This program, x86.py
, allows you to see how different thread interleavings either cause or avoid race conditions. See the README for details on how the program works and answer the questions below.
-
Examine
flag.s
. This code “implements” locking with a single memory flag. Can you understand the assembly? -
When you run with the defaults, does
flag.s
work? Use the-M
and-R
flags to trace variables and registers (and turn on-c
to see their values). Can you predict what value will end up inflag
?$ ./x86.py -p flag.s -M flag,count -R ax,bx -c
0
-
Change the value of the register
%bx
with the-a
flag(e.g.,-a bx=2,bx=2
if you are running just two threads). What does the code do? How does it change your answer for the question above?$ ./x86.py -p flag.s -M flag,count -R ax,bx -c -a bx=2,bx=2
Each thread runs two loops.
flag
is still 0. -
Set
bx
to a high value for each thread, and then use the-i
flag to generate different interrupt frequencies; what values lead to a bad outcomes? Which lead to good outcomes?// bad outcomes $ ./x86.py -p flag.s -M flag,count -R ax,bx -c -a bx=10,bx=10 -i 1-10,12,13,14,17 // god outcomes $ ./x86.py -p flag.s -M flag,count -R ax,bx -c -a bx=10,bx=10 -i 11,15,16
-
Now let’s look at the program
test-and-set.s
. First, try to understand the code, which uses thexchg
instruction to build a simple locking primitive. How is the lock acquire written? How about lock release?Test and acquire in one command.
-
Now run the code, changing the value of the interrupt interval (
-i
) again, and making sure to loop for a number of times. Does the code always work as expected? Does it sometimes lead to an inefficient use of the CPU? How could you quantify that?It works. Mutex is 0.
-
Use the
-P
flag to generate specific tests of the locking code. For example, run a schedule that grabs the lock in the first thread, but then tries to acquire it in the second. Does the right thing happen? What else should you test?$ ./x86.py -p test-and-set.s -M mutex,count -R ax,bx -c -a bx=10,bx=10 -P 0011
Yes. Fairness and performance.
-
Now let’s look at the code in
peterson.s
, which implements Peterson’s algorithm (mentioned in a sidebar in the text). Study the code and see if you can make sense of it. -
Now run the code with different values of
-i
. What kinds of different behavior do you see? Make sure to set the thread IDs appropriately (using-a bx=0,bx=1
for example) as the code assumes it.$ ./x86.py -p peterson.s -M count,flag,turn -R ax,cx -a bx=0,bx=1 -c -i 2
-
Can you control the scheduling (with the
-P
flag) to “prove” that the code works? What are the different cases you should show hold? Think about mutual exclusion and deadlock avoidance.$ ./x86.py -p peterson.s -M count,flag,turn -R ax,cx -a bx=0,bx=1 -c -P 0000011111
-
Now study the code for the ticket lock in
ticket.s
. Does it match the code in the chapter? Then run with the following flags:-a bx=1000,bx=1000
(causing each thread to loop through the critical section 1000 times). Watch what happens; do the threads spend much time spin-waiting for the lock?Yes.

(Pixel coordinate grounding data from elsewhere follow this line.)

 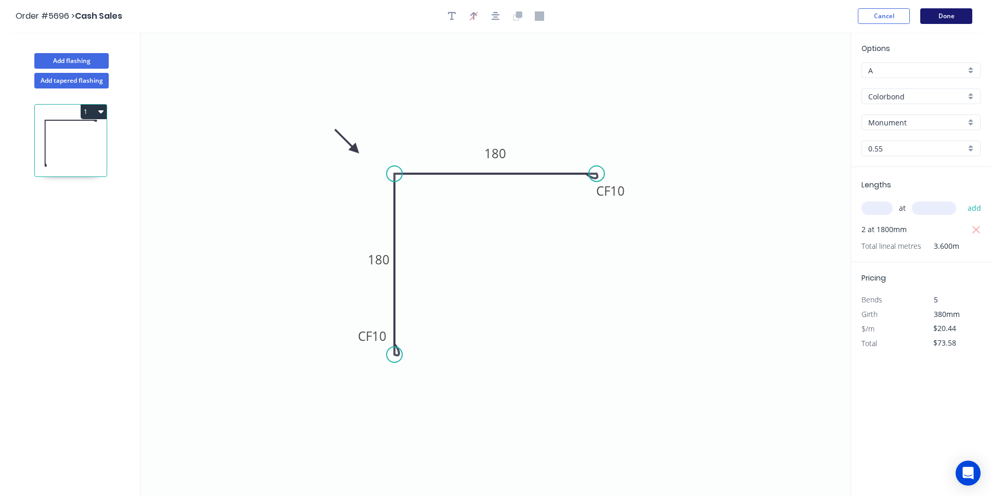 I want to click on button: add, so click(x=974, y=208).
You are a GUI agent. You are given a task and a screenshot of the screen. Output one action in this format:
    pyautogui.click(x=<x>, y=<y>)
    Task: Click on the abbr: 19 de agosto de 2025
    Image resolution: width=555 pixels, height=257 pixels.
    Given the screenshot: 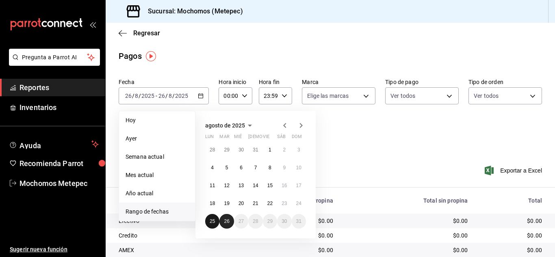 What is the action you would take?
    pyautogui.click(x=226, y=204)
    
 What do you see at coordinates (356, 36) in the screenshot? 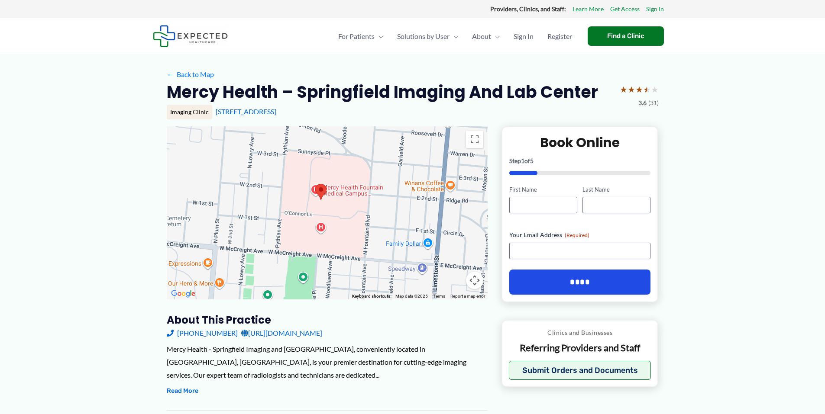
I see `span: For Patients` at bounding box center [356, 36].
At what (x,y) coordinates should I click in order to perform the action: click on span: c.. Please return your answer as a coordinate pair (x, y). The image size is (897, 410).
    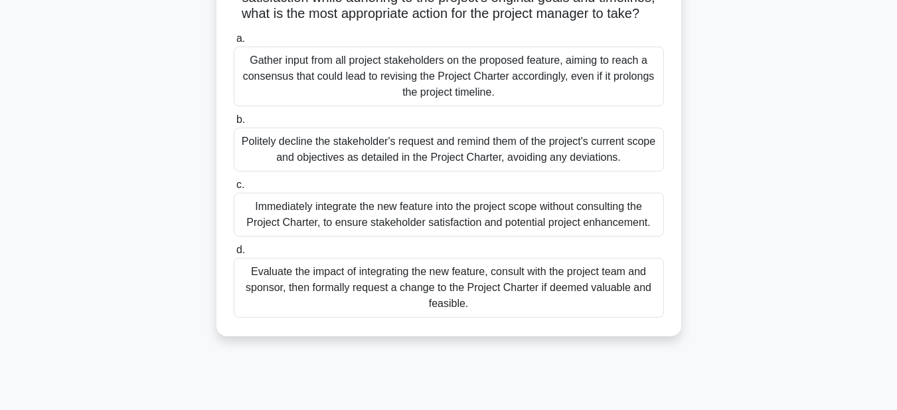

$ ./x86.py -p ticket.s -M count,ticket,turn -R ax,bx,cx -a bx=1000,bx=1000 -c
Count is correct. Yes.
-
How does the code behave as you add more threads?
$ ./x86.py -p ticket.s -M count -t 10 -c -i 5
spin in tryagain loop
-
Now examine
yield.s
, in which a yield instruction enables one thread to yield control of the CPU (realistically, this would be an OS primitive, but for the simplicity, we assume an instruction does the task). Find a scenario wheretest-and-set.s
wastes cycles spinning, butyield.s
does not. How many instructions are saved? In what scenarios do these savings arise?$ ./x86.py -p test-and-set.s -M count,mutex -R ax,bx -a bx=5,bx=5 -c -i 7 $ ./x86.py -p yield.s -M count,mutex -R ax,bx -a bx=5,bx=5 -c -i 7
Saved one instruction each cycle. When the thread doesn't have the mutex.
-
Finally, examine
test-and-test-and-set.s
. What does this lock do? What kind of savings does it introduce as compared totest-and-set.s
?Change mutex to 1 only if lock is free. That will avoid unnecessary writing.